Whoever wins will inherit a world body reeling from the Trump administration’s recent decision to pull the United States out of UNESCO, portending a big budget shortfall at the agency best known for its World Heritage sites around the globe.
UNESCO’s executive board begins voting Monday to recommend either Khaled el-Enany or Firmin Édouard Matoko for the position of director-general. The decision by the board, which represents 58 of the agency’s 194 member states, is expected to be finalized by UNESCO’s general assembly next month.
Noble ambitions and persistent problems
In addition to choosing and protecting World Heritage sites and traditions, the Paris-based United Nations Educational, Scientific and Cultural Organization works to ensure education for girls, promotes Holocaust awareness and funds scientific research in developing countries, among other activities. Outgoing UNESCO chief Audrey Azoulay notably led a high-profile effort to rebuild the ancient Iraqi city of Mosul after it was devastated under the Daesh group.
UNESCO has also long been plagued by accusations of mismanagement and waste.
Trump argues that the agency, which voted in 2011 to admit Palestine as a member, is too politicized and anti-Israel. US supporters of UNESCO, meanwhile, say withdrawing Washington’s support allows China to play an outsized role in the world body.
Meanwhile the vote comes at a time when the whole 80-year-old UN system is facing financial challenges and deepening divisions over the wars in Gaza and Ukraine.
Frontrunner wants to be UNESCO’s first Arab leader
El-Enany worked as a tour guide through ancient Egyptian sites, earned a doctorate in France and served as Egypt’s tourism minister and antiquities minister.
Arab countries have long wanted to lead UNESCO, and el-Enany is seen as having a good chance of making that happen. The African Union and Arab League are among those that have expressed support for his bid.
He would be expected to focus on UNESCO’s cultural programs if chosen, and has pledged to continue UNESCO’s work to fight antisemitism and religious intolerance.

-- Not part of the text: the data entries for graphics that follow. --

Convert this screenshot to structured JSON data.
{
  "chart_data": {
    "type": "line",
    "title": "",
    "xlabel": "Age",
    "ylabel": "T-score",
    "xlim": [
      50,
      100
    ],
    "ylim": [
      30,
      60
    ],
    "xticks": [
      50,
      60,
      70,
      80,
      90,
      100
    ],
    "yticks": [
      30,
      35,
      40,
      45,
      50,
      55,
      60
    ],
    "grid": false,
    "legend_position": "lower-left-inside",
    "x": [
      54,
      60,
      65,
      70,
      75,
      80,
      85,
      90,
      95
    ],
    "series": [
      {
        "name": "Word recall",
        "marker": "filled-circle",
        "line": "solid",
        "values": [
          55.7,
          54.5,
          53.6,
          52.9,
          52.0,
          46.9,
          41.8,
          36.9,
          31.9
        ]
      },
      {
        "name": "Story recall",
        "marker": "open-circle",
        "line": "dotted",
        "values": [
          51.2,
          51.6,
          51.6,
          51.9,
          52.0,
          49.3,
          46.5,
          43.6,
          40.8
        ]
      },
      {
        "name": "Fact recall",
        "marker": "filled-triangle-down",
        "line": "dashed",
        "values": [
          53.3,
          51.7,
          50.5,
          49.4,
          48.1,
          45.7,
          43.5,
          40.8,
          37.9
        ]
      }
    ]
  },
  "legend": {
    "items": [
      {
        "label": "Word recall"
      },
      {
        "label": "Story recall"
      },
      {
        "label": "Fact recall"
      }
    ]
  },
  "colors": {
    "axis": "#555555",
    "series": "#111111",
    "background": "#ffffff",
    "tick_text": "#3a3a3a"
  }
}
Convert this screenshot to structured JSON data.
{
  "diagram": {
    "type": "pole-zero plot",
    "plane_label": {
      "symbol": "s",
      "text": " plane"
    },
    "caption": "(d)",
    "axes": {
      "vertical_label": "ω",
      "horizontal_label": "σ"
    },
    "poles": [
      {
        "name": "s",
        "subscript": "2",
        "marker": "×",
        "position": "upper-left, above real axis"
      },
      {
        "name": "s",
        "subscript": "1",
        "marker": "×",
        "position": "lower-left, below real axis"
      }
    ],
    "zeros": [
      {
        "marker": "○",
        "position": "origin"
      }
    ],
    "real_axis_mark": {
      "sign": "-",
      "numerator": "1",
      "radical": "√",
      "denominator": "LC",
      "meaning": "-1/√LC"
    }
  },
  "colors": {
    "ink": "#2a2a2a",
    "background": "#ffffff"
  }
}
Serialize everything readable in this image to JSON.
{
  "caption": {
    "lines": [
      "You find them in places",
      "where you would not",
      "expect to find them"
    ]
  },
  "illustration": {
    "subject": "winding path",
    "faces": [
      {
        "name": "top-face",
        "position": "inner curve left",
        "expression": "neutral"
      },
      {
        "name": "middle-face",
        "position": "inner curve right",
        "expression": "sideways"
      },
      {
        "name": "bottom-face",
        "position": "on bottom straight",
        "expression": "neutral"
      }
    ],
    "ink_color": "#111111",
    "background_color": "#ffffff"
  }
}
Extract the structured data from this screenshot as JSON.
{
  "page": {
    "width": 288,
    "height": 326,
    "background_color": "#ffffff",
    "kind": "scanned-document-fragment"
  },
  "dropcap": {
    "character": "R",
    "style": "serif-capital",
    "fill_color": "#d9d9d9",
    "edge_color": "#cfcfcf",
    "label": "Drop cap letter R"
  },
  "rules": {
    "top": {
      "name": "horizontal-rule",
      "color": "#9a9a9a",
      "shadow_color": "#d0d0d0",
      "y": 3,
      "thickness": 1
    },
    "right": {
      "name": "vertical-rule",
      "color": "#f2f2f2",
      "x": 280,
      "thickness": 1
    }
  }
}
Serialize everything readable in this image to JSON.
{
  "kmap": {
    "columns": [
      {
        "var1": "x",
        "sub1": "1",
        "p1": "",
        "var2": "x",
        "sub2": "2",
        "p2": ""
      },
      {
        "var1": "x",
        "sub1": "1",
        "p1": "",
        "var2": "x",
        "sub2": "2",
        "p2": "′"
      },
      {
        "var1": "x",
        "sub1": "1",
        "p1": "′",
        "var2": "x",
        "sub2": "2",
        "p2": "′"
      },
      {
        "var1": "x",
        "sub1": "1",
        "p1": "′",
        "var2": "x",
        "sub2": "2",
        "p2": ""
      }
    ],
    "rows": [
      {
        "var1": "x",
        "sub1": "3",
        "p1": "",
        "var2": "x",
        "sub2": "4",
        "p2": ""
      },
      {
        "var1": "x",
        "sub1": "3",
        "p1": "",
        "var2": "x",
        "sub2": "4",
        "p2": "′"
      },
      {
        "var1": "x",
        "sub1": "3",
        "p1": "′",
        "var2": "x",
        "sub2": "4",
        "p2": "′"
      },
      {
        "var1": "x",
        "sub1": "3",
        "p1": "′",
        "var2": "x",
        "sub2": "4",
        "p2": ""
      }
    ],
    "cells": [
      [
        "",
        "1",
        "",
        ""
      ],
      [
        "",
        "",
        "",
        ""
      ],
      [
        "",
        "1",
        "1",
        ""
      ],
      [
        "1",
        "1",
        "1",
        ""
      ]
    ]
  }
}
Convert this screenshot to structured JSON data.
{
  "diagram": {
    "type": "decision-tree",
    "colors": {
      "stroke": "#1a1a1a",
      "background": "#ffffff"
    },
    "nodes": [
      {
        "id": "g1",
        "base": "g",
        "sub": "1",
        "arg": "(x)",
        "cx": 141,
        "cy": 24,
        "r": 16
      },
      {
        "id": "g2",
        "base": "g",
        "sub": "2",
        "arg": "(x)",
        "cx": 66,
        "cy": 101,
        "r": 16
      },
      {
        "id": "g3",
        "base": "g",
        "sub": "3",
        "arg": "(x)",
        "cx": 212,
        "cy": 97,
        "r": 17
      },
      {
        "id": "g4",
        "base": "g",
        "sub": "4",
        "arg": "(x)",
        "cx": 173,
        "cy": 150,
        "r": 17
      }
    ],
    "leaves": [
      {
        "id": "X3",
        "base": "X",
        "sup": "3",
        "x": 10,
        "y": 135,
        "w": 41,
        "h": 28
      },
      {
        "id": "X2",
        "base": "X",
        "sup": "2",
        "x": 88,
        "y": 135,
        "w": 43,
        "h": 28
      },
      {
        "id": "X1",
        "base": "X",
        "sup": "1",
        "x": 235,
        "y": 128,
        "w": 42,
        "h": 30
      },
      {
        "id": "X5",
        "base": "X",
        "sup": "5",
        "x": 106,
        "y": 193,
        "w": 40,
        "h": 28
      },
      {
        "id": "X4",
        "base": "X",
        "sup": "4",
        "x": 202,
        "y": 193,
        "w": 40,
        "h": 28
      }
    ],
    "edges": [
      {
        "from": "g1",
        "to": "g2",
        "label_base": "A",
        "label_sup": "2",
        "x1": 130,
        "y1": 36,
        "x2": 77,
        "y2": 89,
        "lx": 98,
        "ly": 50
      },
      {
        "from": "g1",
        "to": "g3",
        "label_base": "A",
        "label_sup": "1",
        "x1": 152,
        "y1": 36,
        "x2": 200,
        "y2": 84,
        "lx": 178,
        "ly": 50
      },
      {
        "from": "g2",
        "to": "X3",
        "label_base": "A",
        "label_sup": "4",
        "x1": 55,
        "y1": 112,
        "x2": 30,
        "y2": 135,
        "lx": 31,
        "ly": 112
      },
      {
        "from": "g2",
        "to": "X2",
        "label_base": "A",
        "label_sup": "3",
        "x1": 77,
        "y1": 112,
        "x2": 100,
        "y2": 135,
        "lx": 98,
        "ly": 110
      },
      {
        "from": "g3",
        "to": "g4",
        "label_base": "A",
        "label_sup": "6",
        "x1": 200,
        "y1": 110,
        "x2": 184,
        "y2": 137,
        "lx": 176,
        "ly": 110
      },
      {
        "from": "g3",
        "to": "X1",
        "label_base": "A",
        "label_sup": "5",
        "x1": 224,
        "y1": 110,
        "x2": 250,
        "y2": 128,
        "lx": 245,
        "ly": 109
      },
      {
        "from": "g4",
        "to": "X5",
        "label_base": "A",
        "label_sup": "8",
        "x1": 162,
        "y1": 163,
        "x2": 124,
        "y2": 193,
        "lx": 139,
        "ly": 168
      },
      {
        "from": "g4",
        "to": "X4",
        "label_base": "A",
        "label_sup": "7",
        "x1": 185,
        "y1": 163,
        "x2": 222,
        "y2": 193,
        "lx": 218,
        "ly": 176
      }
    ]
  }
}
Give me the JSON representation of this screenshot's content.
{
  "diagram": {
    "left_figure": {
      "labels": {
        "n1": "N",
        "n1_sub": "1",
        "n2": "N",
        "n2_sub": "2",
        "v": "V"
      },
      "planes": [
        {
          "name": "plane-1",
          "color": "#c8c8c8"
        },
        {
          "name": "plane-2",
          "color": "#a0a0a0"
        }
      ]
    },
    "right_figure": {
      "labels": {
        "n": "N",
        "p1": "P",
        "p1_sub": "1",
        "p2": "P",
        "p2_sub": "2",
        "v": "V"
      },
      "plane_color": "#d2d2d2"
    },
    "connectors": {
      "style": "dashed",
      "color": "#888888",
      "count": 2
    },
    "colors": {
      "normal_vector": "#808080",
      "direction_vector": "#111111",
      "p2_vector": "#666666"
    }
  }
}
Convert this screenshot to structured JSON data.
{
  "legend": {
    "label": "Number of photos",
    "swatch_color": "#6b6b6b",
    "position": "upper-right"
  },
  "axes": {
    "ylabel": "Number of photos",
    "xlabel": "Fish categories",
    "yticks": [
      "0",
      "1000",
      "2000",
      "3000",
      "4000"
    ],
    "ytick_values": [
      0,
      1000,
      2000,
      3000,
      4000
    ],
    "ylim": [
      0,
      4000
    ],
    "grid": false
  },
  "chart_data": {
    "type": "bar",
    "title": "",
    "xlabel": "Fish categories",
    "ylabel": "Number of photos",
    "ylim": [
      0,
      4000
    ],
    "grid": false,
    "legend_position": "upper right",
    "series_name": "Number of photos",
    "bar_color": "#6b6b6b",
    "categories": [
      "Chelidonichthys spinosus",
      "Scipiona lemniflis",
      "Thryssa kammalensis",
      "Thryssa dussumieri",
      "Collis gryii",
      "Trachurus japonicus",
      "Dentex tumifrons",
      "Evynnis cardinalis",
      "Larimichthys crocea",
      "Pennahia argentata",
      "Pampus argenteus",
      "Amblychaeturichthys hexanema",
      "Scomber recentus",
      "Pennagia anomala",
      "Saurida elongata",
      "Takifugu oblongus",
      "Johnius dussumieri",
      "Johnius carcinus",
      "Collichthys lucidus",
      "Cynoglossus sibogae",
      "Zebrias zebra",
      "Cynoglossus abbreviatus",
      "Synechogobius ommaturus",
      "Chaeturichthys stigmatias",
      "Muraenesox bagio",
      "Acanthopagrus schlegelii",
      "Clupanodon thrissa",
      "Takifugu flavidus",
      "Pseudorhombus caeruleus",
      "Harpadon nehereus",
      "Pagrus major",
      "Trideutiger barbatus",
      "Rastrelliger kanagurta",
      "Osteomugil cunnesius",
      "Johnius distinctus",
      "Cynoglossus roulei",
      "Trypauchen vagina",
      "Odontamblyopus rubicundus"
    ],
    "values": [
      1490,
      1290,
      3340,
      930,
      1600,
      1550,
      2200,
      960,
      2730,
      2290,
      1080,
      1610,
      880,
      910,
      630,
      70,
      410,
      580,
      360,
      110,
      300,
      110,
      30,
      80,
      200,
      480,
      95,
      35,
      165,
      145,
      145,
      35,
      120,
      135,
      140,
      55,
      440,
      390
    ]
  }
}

Israel left UNESCO at the end of 2018.
While he has no UN experience, his backers say that could help him make tough reform decisions.
Challenger wants to calm tensions
Republic of Congo’s candidate Firmin Matoko, 69, spent most of his career working for UNESCO, including stints in Rwanda soon after the genocide, during peace negotiations in El Salvador and beyond.
He says he wants UNESCO to move away from political tensions and focus on technical solutions. He described helping train teachers at a refugee camp in Somalia in the 1990s, and meeting one of them years later after she became education minister. That, he says, is one reason UNESCO matters.
He says he is ready to cut jobs or programs if needed, and pledges “budgetary rigor.”
Like el-Enany, he wants to tap more private sector money to make up for the loss of US and other funding, notably from BRICS countries.
At the same time, he said, “I will do everything so that the United States comes back, while taking into account what they reproach UNESCO for.”